Federal Greens Senator Lidia Thorpe, a Djab Wurrung, Gunnai Gunditjmara woman, opposed the referendum on the voice, describing it as a “complete waste of time” and noting that resources were better spent on advances towards a treaty.
“We don’t need a referendum to have a treaty in this country and the treaty is what our people have been fighting for [for] decades and decades,” she told the Guardian.
On the other side of politics, conservative Coalition senator for the Northern Territory, Jacinta Nampijinpa Price, argued that she could not support the “vague proposal” put forward by Labor.
“I cannot support another federal-funded bureaucracy that doesn’t develop any more outcomes … we’ve seen so many models like that get up and fail,” Price, who is of Warlpiri-Celtic heritage, said.
The complications of passing a referendum in Australia, as well as memories of the spiteful “no” campaign surrounding the same-sex marriage plebiscite in 2017, have also been mentioned as reasons to avoid attempts at enshrining the voice.
However, Victorian First Peoples Assembly co-chair Marcus Stewart said the Indigenous voice to parliament was “above politics.”
“We’ve got an opportunity now, to meet that moment in history. To see a successful yes vote, not to drag it down with division.”
Whatever decision is made by the Labor Party government, it is apparent that the government considers reconciliation through an Indigenous voice to Parliament to be more pressing than any calls to abandon the British monarchy. This week, Albanese stated that it wasn’t “appropriate” to talk about constitutional change when people were mourning for the queen.
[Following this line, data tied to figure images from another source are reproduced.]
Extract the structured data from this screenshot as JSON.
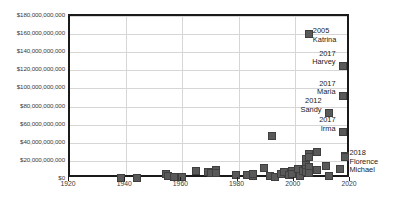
{
  "chart_data": {
    "type": "scatter",
    "title": "",
    "subtitle": "",
    "xlabel": "",
    "ylabel": "",
    "xlim": [
      1920,
      2020
    ],
    "ylim": [
      0,
      180000000000
    ],
    "grid": true,
    "legend": "none",
    "marker_color": "#595959",
    "gridline_color": "#d6d6d6",
    "axis_color": "#1a1a1a",
    "x_ticks": [
      1920,
      1940,
      1960,
      1980,
      2000,
      2020
    ],
    "x_tick_labels": [
      "1920",
      "1940",
      "1960",
      "1980",
      "2000",
      "2020"
    ],
    "y_ticks": [
      0,
      20000000000,
      40000000000,
      60000000000,
      80000000000,
      100000000000,
      120000000000,
      140000000000,
      160000000000,
      180000000000
    ],
    "y_tick_labels": [
      "$0",
      "$20,000,000,000",
      "$40,000,000,000",
      "$60,000,000,000",
      "$80,000,000,000",
      "$100,000,000,000",
      "$120,000,000,000",
      "$140,000,000,000",
      "$160,000,000,000",
      "$180,000,000,000"
    ],
    "points": [
      {
        "x": 1938,
        "y": 1600000000
      },
      {
        "x": 1944,
        "y": 1500000000
      },
      {
        "x": 1954,
        "y": 5800000000
      },
      {
        "x": 1955,
        "y": 3500000000
      },
      {
        "x": 1957,
        "y": 1700000000
      },
      {
        "x": 1960,
        "y": 2100000000
      },
      {
        "x": 1965,
        "y": 9000000000
      },
      {
        "x": 1969,
        "y": 7500000000
      },
      {
        "x": 1970,
        "y": 6200000000
      },
      {
        "x": 1972,
        "y": 9500000000
      },
      {
        "x": 1972,
        "y": 7000000000
      },
      {
        "x": 1979,
        "y": 4000000000
      },
      {
        "x": 1983,
        "y": 4400000000
      },
      {
        "x": 1985,
        "y": 3000000000
      },
      {
        "x": 1985,
        "y": 5200000000
      },
      {
        "x": 1989,
        "y": 12000000000
      },
      {
        "x": 1991,
        "y": 3200000000
      },
      {
        "x": 1992,
        "y": 48000000000
      },
      {
        "x": 1993,
        "y": 2500000000
      },
      {
        "x": 1995,
        "y": 6000000000
      },
      {
        "x": 1996,
        "y": 7800000000
      },
      {
        "x": 1998,
        "y": 4500000000
      },
      {
        "x": 1999,
        "y": 9000000000
      },
      {
        "x": 1999,
        "y": 5000000000
      },
      {
        "x": 2001,
        "y": 11000000000
      },
      {
        "x": 2002,
        "y": 3500000000
      },
      {
        "x": 2003,
        "y": 8500000000
      },
      {
        "x": 2004,
        "y": 22000000000
      },
      {
        "x": 2004,
        "y": 16000000000
      },
      {
        "x": 2004,
        "y": 11500000000
      },
      {
        "x": 2004,
        "y": 7500000000
      },
      {
        "x": 2005,
        "y": 160000000000
      },
      {
        "x": 2005,
        "y": 28000000000
      },
      {
        "x": 2005,
        "y": 24000000000
      },
      {
        "x": 2005,
        "y": 13000000000
      },
      {
        "x": 2005,
        "y": 6500000000
      },
      {
        "x": 2008,
        "y": 30000000000
      },
      {
        "x": 2008,
        "y": 10000000000
      },
      {
        "x": 2011,
        "y": 14000000000
      },
      {
        "x": 2012,
        "y": 73000000000
      },
      {
        "x": 2012,
        "y": 3000000000
      },
      {
        "x": 2016,
        "y": 11000000000
      },
      {
        "x": 2017,
        "y": 125000000000
      },
      {
        "x": 2017,
        "y": 92000000000
      },
      {
        "x": 2017,
        "y": 52000000000
      },
      {
        "x": 2018,
        "y": 25000000000
      },
      {
        "x": 2018,
        "y": 24000000000
      }
    ],
    "annotations": [
      {
        "id": "katrina",
        "lines": [
          "2005",
          "Katrina"
        ],
        "x": 2005,
        "y": 160000000000,
        "align": "left"
      },
      {
        "id": "harvey",
        "lines": [
          "2017",
          "Harvey"
        ],
        "x": 2017,
        "y": 125000000000,
        "align": "right"
      },
      {
        "id": "maria",
        "lines": [
          "2017",
          "Maria"
        ],
        "x": 2017,
        "y": 92000000000,
        "align": "right"
      },
      {
        "id": "sandy",
        "lines": [
          "2012",
          "Sandy"
        ],
        "x": 2012,
        "y": 73000000000,
        "align": "right"
      },
      {
        "id": "irma",
        "lines": [
          "2017",
          "Irma"
        ],
        "x": 2017,
        "y": 52000000000,
        "align": "right"
      },
      {
        "id": "florence-michael",
        "lines": [
          "2018",
          "Florence",
          "Michael"
        ],
        "x": 2018,
        "y": 25000000000,
        "align": "left"
      }
    ]
  }
}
Thorpe retorted against the language Albanese used, saying that Indigenous people have “been calling for Day of Mourning for over 80 years.”
As Thorpe tweeted: “The process towards being able to pick our own head of state would bring us all together – it would force us to tell the truth about our history and move us towards real action to right the wrongs that started with colonization.”
Regardless of the future of Australia as a member of the Commonwealth, the legacy of the monarch remains a deep stain on many in the country, a fact that is unlikely to be rectified by the simple ascension to the throne of King Charles III.